Out There

Slacker's paradise

subUrbia
Original Soundtrack
DGC Records

Soundtracks are like Christmas albums: ephemeral, sloppy, overrated. A complete waste of time--plastic and nasty--whereon unknown bands play for unsuspecting moviegoers or established acts unload their leftovers for extra royalty checks. Soundtracks are for the zealous consumer who wants the complete shopping experience: Watch the movie--buy the soundtrack--rent the video--buy the video--buy the assorted merchandise. As forgettable as the movies they appear on, most of them make perfect fodder for used CD store bargain bins or that venerable position in the far right corner of your collection.

Well, subUrbia is not one of those. Whether it was a rare planetary alignment or The Man went mad, the songs selected here are top-notch; a few of them would make great singles for fantasy radio stations or fine jukeboxes across the land. And there's not a single Red Hot Chili Peppers song here, which is recommendation enough.

Richard Linklater's latest observation on American youth is graced with a fine soundtrack. The man responsible for Slacker and Dazed and Confused is co-producer of the soundtrack, and the array of songs here sounds as if he's trying to redeem himself for telling us in the past that slacking and '70s retrogression are cool, duuude.

Sonic Youth--who also did the score--leave their artistic pretensions aside and contribute two real songs and a rhythmic instrumental that ooze with the casual cool of Daydream Nation and Goo, as does Thurston Moore's solo "Psychic Hearts." The droning breathlessness of "Bullet Proof Cupid" by Girls Against Boys is a reminder of how underrated this manic combo is. The Butthole Surfers' "Human Cannonball" comes at you like your funny uncle you haven't seen in 10 years. The Flaming Lips orbit around their own planet--as usual--sending down beams of delicious genius. U.N.K.L.E.'s "Berry Meditation" trip-hops sublimely in the midst of all the big names, begging for recognition. Elastica and Pavement's Stephen Malkmus do a meaty lo-fi hybrid. By the album's end, you even forgive Boss Hog for destroying a classic like "I'm Not Like Everybody Else" with their faux white-trash cheekiness or Superchunk for trying to be a low-rent Sonic Youth.

The album closes perfectly with the lounge-y melodrama of Gene Pitney's 1961 hit "Town Without Pity." Too bad that the sounds coming out of the windows of real suburbia--a place that's truly merciless--are mainly courtesy of Snoop Doggy Dogg and Offspring.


▶ [Problem to solve]:
Pick out and copy every line below that has the word "plot".

__________________________________________________

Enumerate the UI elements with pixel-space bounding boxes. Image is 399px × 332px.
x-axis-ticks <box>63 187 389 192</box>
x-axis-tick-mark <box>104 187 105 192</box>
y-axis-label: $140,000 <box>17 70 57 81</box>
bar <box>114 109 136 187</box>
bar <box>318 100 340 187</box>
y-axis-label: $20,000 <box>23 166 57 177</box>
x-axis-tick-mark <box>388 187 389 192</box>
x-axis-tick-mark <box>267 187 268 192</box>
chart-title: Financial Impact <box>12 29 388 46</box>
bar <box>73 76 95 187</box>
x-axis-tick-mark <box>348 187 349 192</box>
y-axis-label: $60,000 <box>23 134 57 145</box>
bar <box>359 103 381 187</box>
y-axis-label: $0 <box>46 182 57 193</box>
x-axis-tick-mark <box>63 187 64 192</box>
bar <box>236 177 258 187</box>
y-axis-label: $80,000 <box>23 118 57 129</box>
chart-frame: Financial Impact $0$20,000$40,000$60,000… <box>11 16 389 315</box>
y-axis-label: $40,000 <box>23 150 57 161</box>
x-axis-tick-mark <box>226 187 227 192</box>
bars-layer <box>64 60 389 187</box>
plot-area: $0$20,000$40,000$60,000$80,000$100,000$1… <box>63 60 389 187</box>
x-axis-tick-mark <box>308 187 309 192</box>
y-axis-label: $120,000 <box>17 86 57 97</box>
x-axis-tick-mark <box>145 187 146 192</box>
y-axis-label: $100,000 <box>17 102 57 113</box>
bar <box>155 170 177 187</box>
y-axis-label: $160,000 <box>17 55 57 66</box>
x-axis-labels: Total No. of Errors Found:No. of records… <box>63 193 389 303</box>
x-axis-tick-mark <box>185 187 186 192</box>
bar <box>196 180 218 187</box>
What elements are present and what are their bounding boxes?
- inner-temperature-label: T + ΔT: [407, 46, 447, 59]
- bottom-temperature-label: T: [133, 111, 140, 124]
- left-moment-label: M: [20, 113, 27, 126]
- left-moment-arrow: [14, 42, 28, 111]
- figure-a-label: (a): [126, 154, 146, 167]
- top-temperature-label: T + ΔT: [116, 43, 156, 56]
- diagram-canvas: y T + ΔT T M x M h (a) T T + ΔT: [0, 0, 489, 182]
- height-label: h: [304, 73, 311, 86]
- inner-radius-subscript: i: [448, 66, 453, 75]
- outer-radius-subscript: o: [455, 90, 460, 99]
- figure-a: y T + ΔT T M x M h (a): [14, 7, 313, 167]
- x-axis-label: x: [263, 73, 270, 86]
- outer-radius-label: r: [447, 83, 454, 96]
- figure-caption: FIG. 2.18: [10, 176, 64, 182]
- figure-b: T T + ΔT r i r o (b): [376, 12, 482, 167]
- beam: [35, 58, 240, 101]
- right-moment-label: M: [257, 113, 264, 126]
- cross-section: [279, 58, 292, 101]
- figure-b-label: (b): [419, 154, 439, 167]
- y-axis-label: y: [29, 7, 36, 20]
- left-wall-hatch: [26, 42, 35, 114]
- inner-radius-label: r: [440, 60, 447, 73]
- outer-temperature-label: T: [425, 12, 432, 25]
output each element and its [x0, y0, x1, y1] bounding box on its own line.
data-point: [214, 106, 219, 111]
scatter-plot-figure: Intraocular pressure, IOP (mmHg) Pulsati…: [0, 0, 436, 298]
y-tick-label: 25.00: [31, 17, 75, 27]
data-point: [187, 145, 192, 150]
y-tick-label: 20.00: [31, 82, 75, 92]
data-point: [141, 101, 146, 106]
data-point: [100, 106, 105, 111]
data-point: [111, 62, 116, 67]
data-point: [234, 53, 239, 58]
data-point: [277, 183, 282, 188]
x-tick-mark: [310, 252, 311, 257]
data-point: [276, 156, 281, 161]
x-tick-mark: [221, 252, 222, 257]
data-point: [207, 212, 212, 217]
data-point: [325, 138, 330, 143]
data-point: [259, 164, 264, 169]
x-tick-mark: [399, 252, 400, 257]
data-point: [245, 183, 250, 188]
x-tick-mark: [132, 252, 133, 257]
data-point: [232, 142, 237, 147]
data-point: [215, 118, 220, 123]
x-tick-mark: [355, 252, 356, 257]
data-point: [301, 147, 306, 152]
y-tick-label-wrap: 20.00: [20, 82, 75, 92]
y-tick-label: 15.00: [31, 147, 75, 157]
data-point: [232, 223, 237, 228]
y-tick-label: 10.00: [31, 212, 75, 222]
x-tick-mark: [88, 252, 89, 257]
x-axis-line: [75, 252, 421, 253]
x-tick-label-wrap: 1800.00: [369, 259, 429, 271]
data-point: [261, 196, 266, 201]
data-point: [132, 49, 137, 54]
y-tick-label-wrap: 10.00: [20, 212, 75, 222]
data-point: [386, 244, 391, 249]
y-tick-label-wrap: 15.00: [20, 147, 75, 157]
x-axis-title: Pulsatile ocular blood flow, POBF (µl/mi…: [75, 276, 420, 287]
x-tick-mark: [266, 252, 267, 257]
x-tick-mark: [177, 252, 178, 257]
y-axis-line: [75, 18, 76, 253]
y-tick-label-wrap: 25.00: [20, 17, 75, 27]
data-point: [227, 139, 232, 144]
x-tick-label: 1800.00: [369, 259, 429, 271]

__________________________________________________

▶ [Result for this task]:
plot-area: $0$20,000$40,000$60,000$80,000$100,000$1… <box>63 60 389 187</box>
scatter-plot-figure: Intraocular pressure, IOP (mmHg) Pulsati…: [0, 0, 436, 298]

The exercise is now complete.